• **YOUR ASSIGNMENT**: Which lines run from the line with "is (430, 764)." through the line with "Describe the element" in the entries below? Print them exactly, both ends included, and nothing more.

• **MATERIAL FOR THIS EXERCISE**:
......
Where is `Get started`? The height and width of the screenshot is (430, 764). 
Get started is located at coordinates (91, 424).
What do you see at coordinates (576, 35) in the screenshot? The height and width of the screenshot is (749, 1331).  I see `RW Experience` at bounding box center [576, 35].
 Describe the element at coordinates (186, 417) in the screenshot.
......
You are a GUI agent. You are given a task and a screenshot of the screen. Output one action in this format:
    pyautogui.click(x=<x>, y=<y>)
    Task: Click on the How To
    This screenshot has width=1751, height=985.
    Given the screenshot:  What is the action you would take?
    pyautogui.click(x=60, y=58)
......
• **REPLY TO THE EXERCISE**:
Where is `Get started`? The height and width of the screenshot is (430, 764). 
Get started is located at coordinates (91, 424).
What do you see at coordinates (576, 35) in the screenshot? The height and width of the screenshot is (749, 1331).  I see `RW Experience` at bounding box center [576, 35].
 Describe the element at coordinates (186, 417) in the screenshot.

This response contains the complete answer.